--
Genuinely moving to partnership society isto de-incentivize social dominant behavior.
Markets drive macro-behavior to sustain itself. US-flavored capitalism is rooted in hyper-competition and atomistic individualism that manifests in a social dominance hierarchy.
So long as characterless opportunism and lack of introspection remains incentivized at the alter busyness; big data using insights on us to manipulate our focus, consumption, and worldview, our attempts at a partnership society will be underminded by neoliberal "partnership aesthetic and affect." But it appears to be still largely, and ironcially, to serve careerism and scoring points on social media for social capital. People now really struggle with doing anything without an audience.

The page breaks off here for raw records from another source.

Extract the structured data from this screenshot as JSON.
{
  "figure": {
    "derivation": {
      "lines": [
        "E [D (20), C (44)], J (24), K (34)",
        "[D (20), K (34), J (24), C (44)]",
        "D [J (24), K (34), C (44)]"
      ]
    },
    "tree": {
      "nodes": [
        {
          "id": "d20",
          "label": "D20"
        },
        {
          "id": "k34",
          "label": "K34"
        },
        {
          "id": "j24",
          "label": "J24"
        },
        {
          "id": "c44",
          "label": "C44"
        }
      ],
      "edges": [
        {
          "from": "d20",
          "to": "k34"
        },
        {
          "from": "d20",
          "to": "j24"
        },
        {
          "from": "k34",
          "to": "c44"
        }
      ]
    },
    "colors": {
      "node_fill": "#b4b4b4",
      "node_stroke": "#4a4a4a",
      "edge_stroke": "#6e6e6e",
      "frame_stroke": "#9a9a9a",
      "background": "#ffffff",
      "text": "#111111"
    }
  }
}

Isn't some of this already in full swing? Brene Brown has very interesting insights yet she is also part of the lucrative "do better, folks" industry that focuses on individual change (okay fair) without highlighting the historical and political drivers behind macro behavior (okay game denial).
From what it seems, its probably going to take mass organization (skeptical) or a few more Black swan events like climate change or pandemic. But hell maybe not even that. Even Rome ruined itself like a lactose intolerant kid who still insists on drinking milkshakes.

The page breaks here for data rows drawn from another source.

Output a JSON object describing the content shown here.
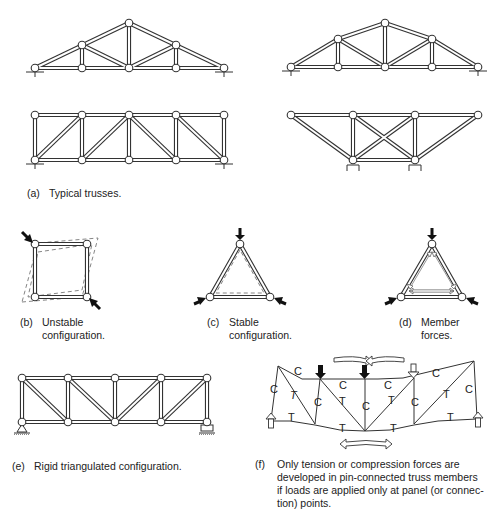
{
  "figure": {
    "panels": [
      {
        "id": "a",
        "tag": "(a)",
        "caption_lines": [
          "Typical trusses."
        ]
      },
      {
        "id": "b",
        "tag": "(b)",
        "caption_lines": [
          "Unstable",
          "configuration."
        ]
      },
      {
        "id": "c",
        "tag": "(c)",
        "caption_lines": [
          "Stable",
          "configuration."
        ]
      },
      {
        "id": "d",
        "tag": "(d)",
        "caption_lines": [
          "Member",
          "forces."
        ]
      },
      {
        "id": "e",
        "tag": "(e)",
        "caption_lines": [
          "Rigid triangulated configuration."
        ]
      },
      {
        "id": "f",
        "tag": "(f)",
        "caption_lines": [
          "Only tension or compression forces are",
          "developed in pin-connected truss members",
          "if loads are applied only at panel (or connec-",
          "tion) points."
        ]
      }
    ],
    "force_labels": {
      "compression": "C",
      "tension": "T"
    },
    "colors": {
      "line": "#333333",
      "dashed": "#777777",
      "arrow_fill": "#111111",
      "background": "#ffffff"
    }
  }
}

Pandemic was an opportunity to pivot but we were too willing to get back to normal because the powerholding population segment, the bulk being the professional-managerial class (with the 1% of course), wasn't really impacted (more inconvenienced). The market is still working for them ( enough for now). People are "awake" in many ways but we still struggle to know how to move toward the world we want in meaningful ways. It easier to fight your way in a fucked-up system than build a new one.
I've faciliated organizational change. Well-intentioned or not, organizations are dictatorships and people are the mercy of their benevolence. Without addressing the inherent power imbalance between leaders and workers; our legal and labor systems, we're still doing neoliberal game denial.
Yet that involves reassertion of organized labor when its far easier to simply quit than learn the social and tolerance skills needed to build solidarity with coworkers you likely hate.
There’s the government. But what’s civic duty when many, if not, most people have (rightfully) lost faith in our federal legal and political system which research shows are only influenced by rebel-oligarchs and lobbysists? Local government? Sigh. Citizenry is self-care. A sense of civic duty is chuegy. What about a cottagecore fantasy in the woods to escape it all?
Somehow I still have hope.
Recommended readings: "Winners Take All" that is explicitly about market/business solutions to address what are social problems at the root.
C. Wright Mill's "The Competitive Personality" written in 1947 but reads as contemporary.
Also "The Revolution Will Not Be Funded" on insights on why the third sector perpetuates the status quo and why it is so damn hard to get people organized for meaningful impact.